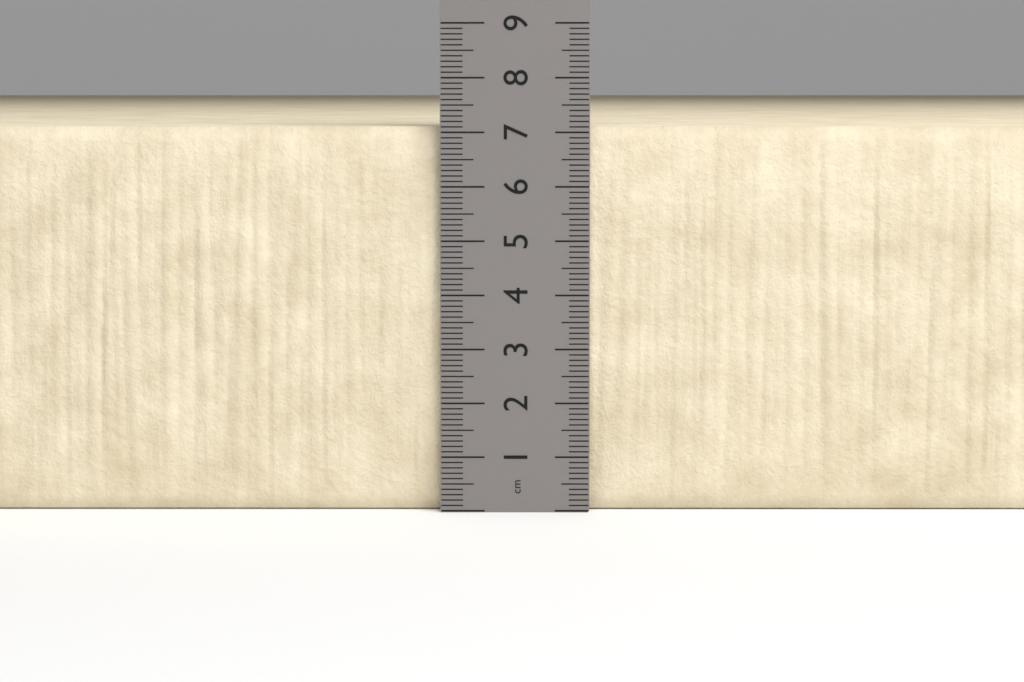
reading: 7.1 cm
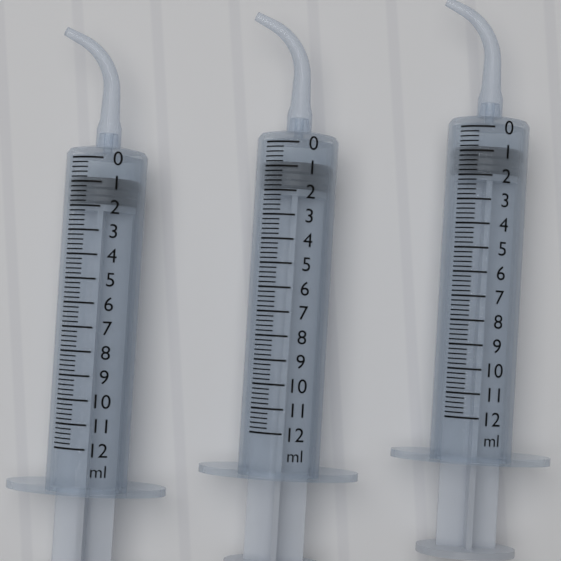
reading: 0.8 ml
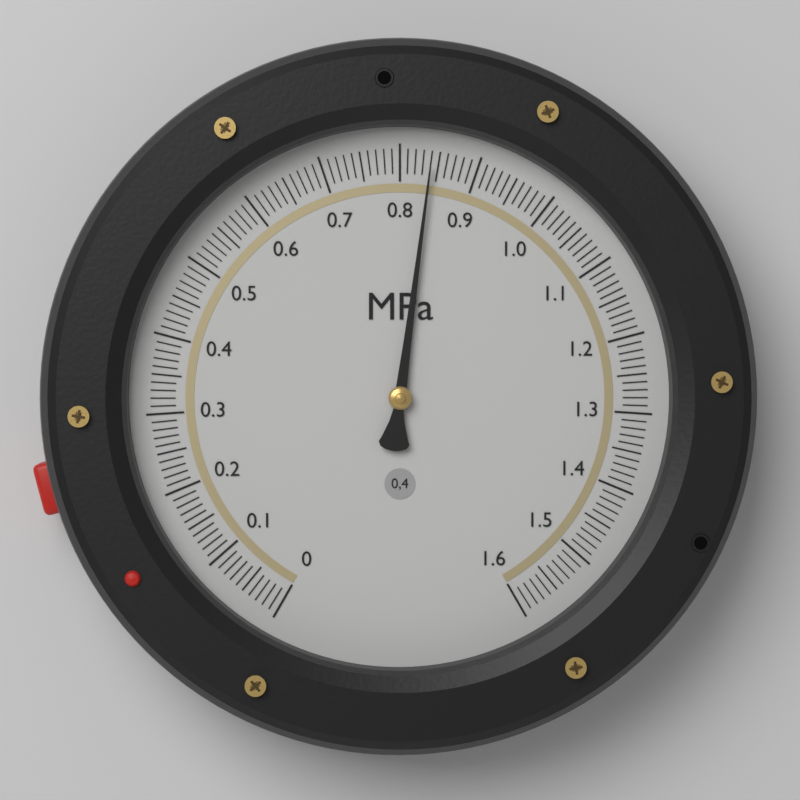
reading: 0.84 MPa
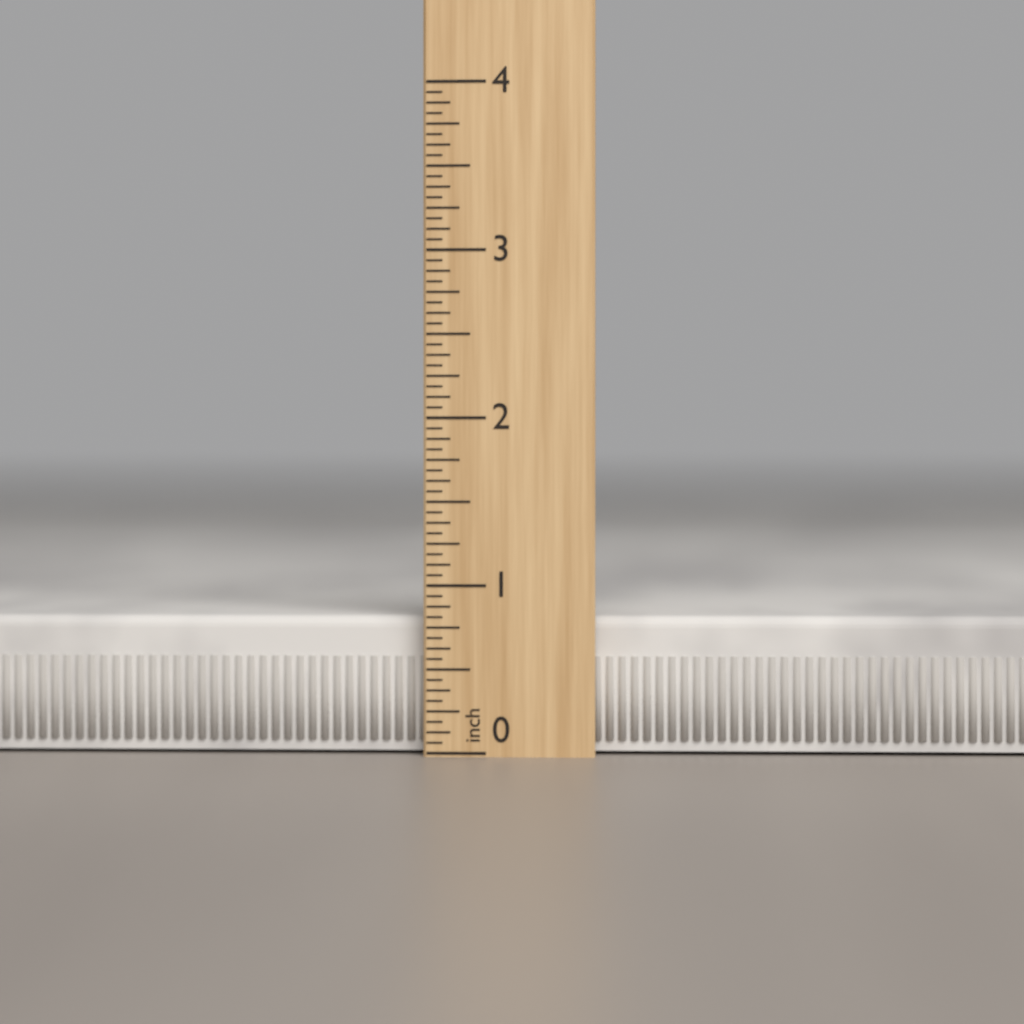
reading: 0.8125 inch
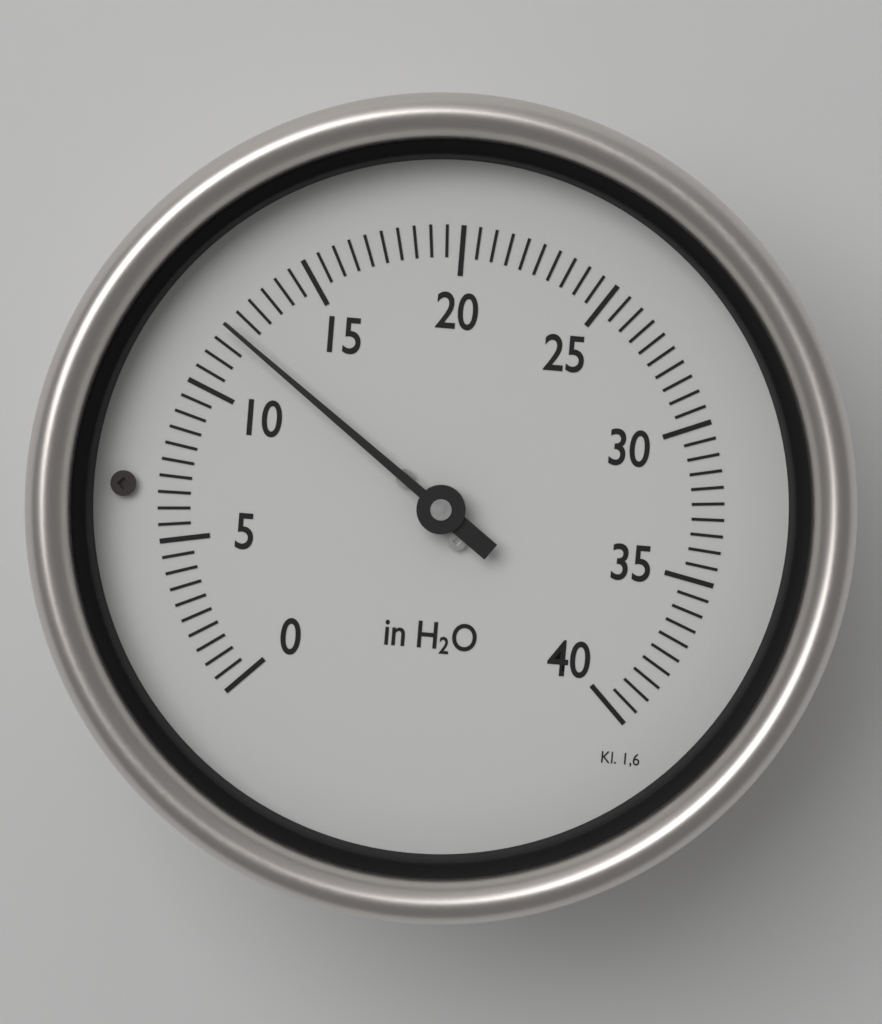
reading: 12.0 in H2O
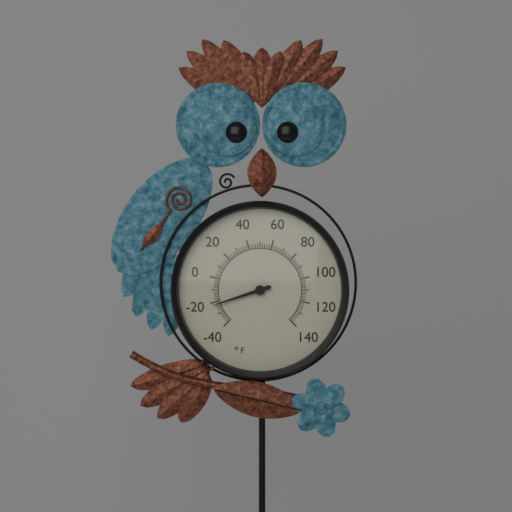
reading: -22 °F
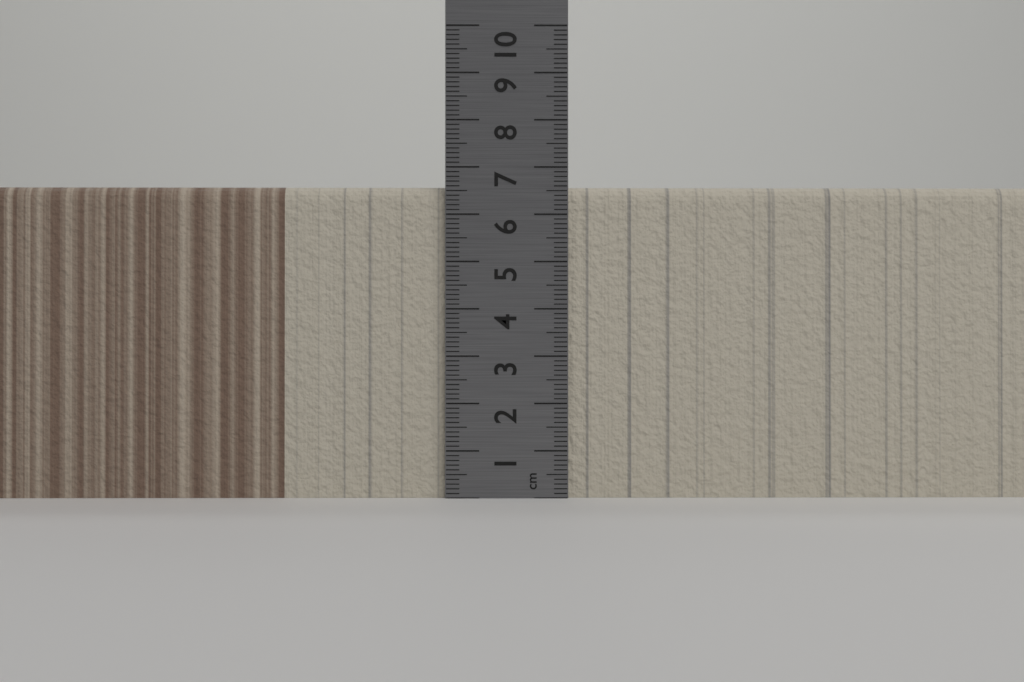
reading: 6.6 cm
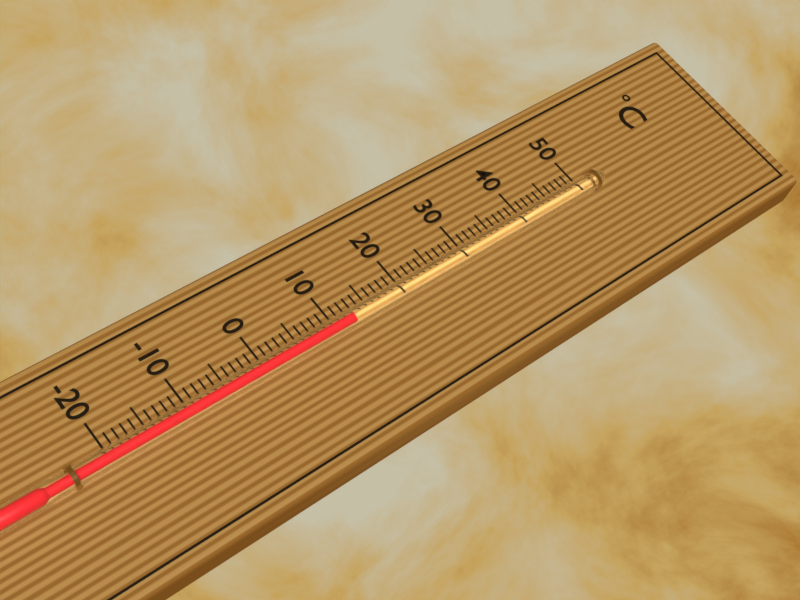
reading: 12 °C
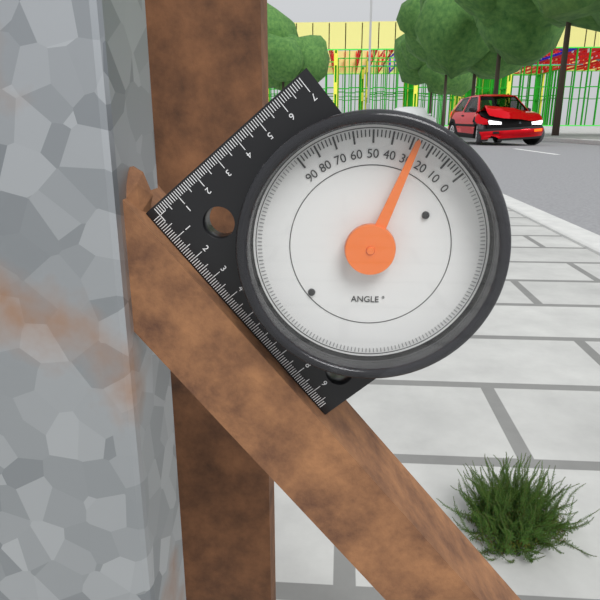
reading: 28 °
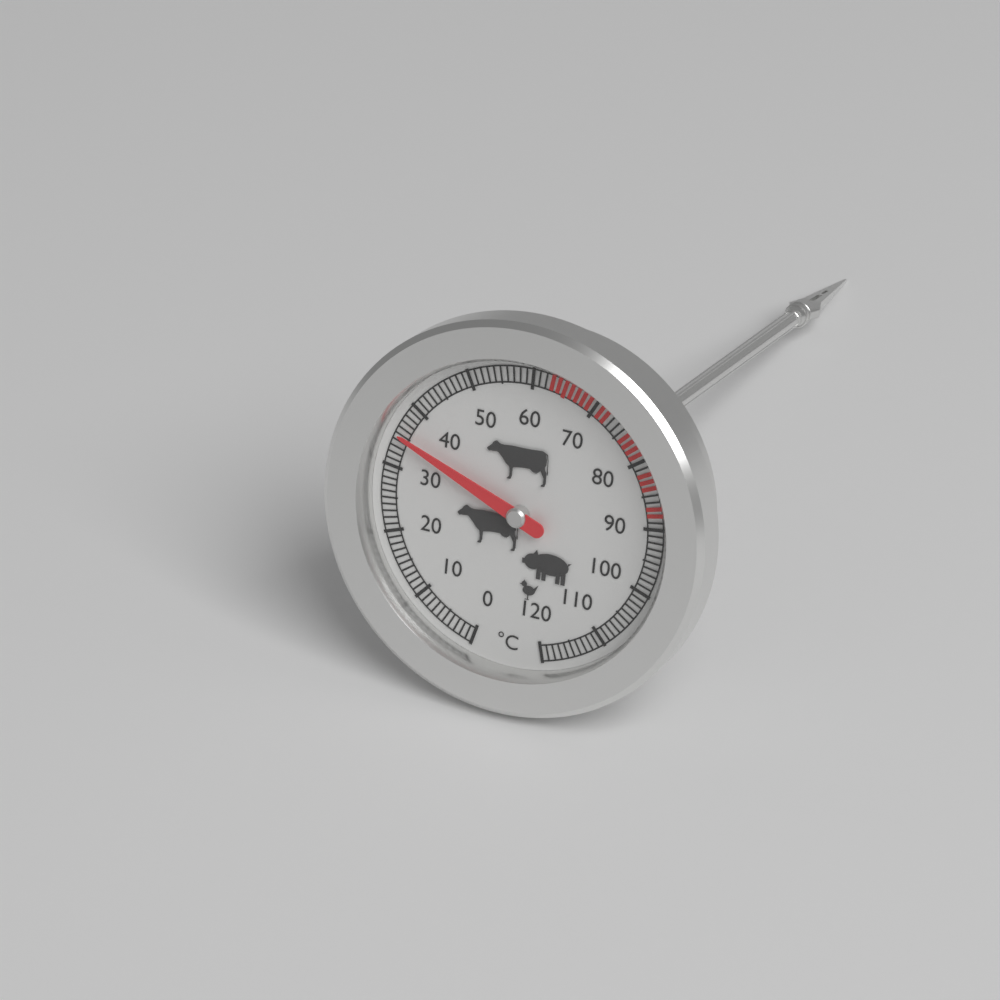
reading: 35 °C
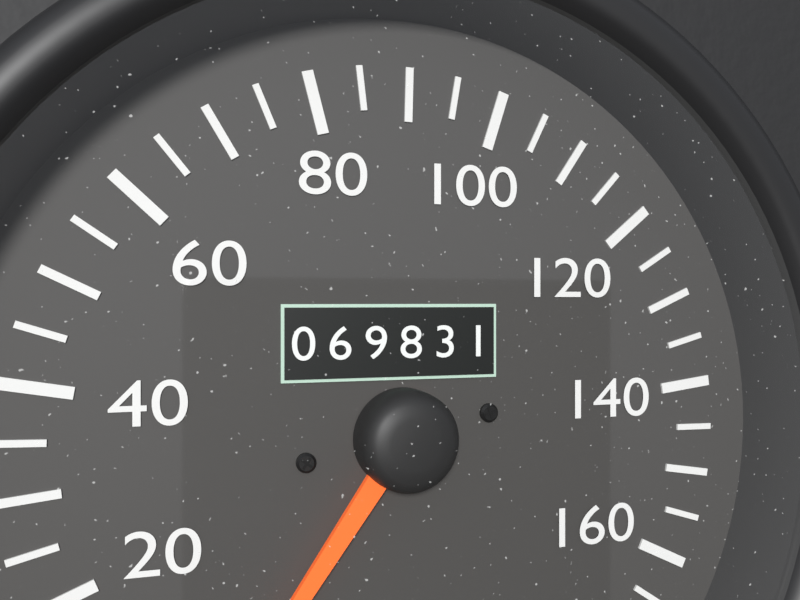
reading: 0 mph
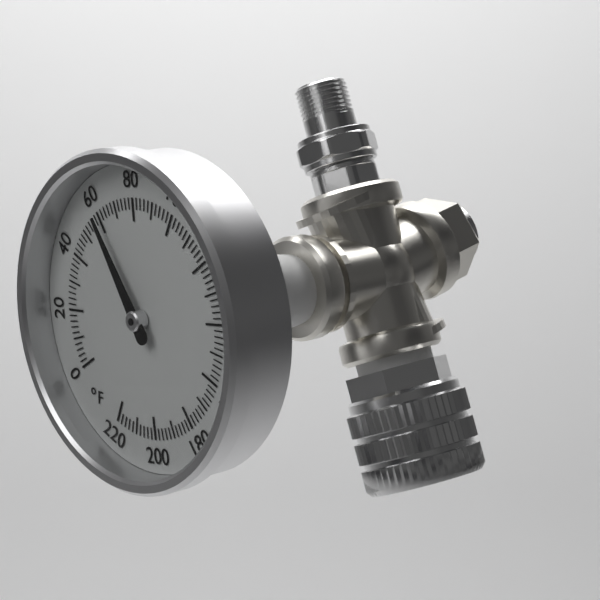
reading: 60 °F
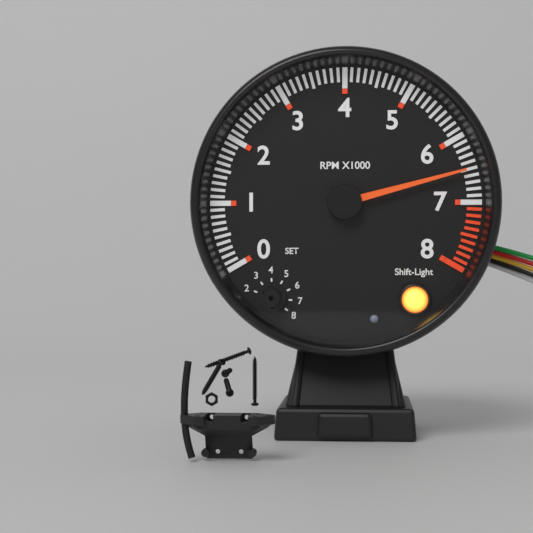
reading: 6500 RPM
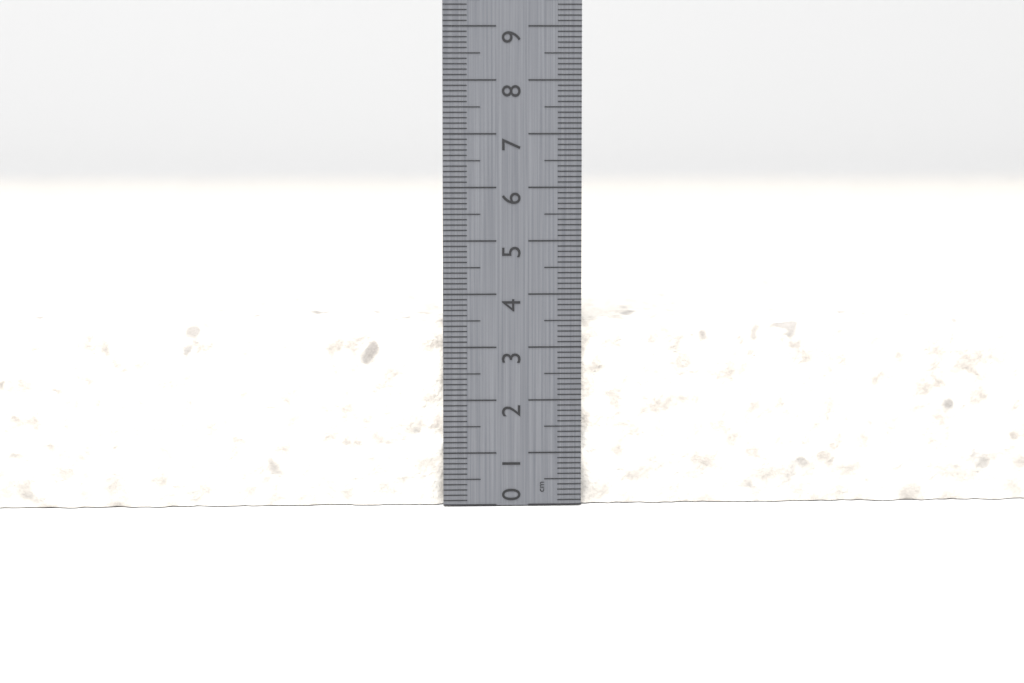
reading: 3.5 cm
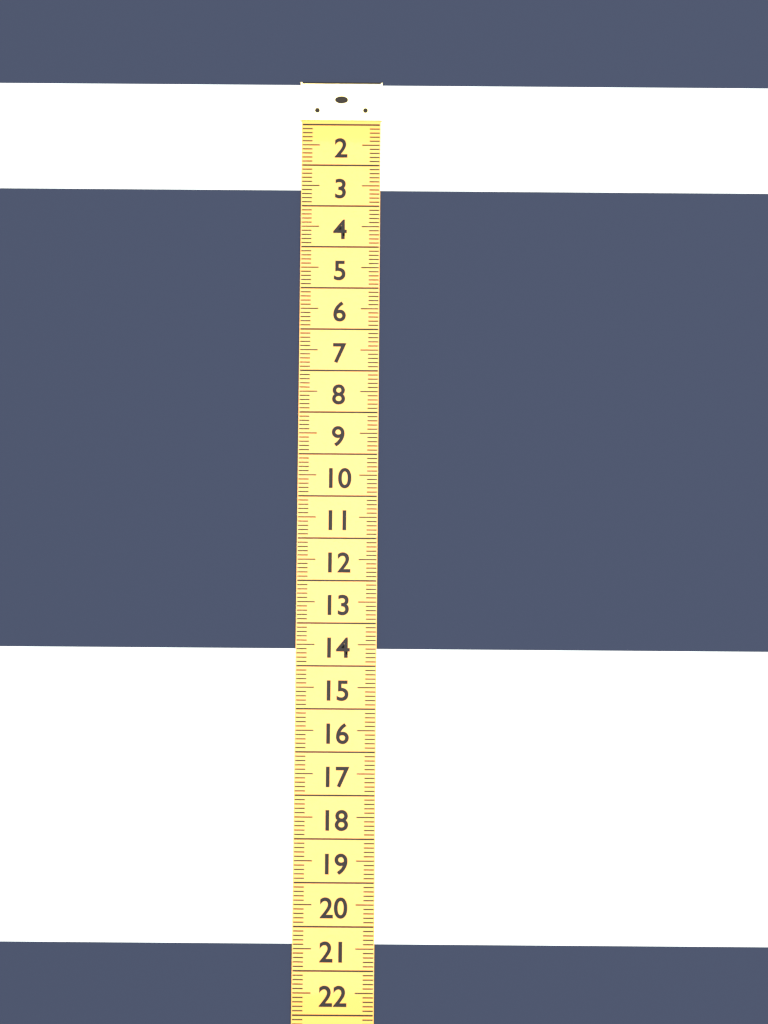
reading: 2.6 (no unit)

::::::

= TASK DIRECTIONS =
Each line of the listing must be restated word for word, and the pictures left out.

= SOLUTION FOR THIS EXERCISE =
reading: 7.1 cm
reading: 0.8 ml
reading: 0.84 MPa
reading: 0.8125 inch
reading: 12.0 in H2O
reading: -22 °F
reading: 6.6 cm
reading: 12 °C
reading: 28 °
reading: 35 °C
reading: 0 mph
reading: 60 °F
reading: 6500 RPM
reading: 3.5 cm
reading: 2.6 (no unit)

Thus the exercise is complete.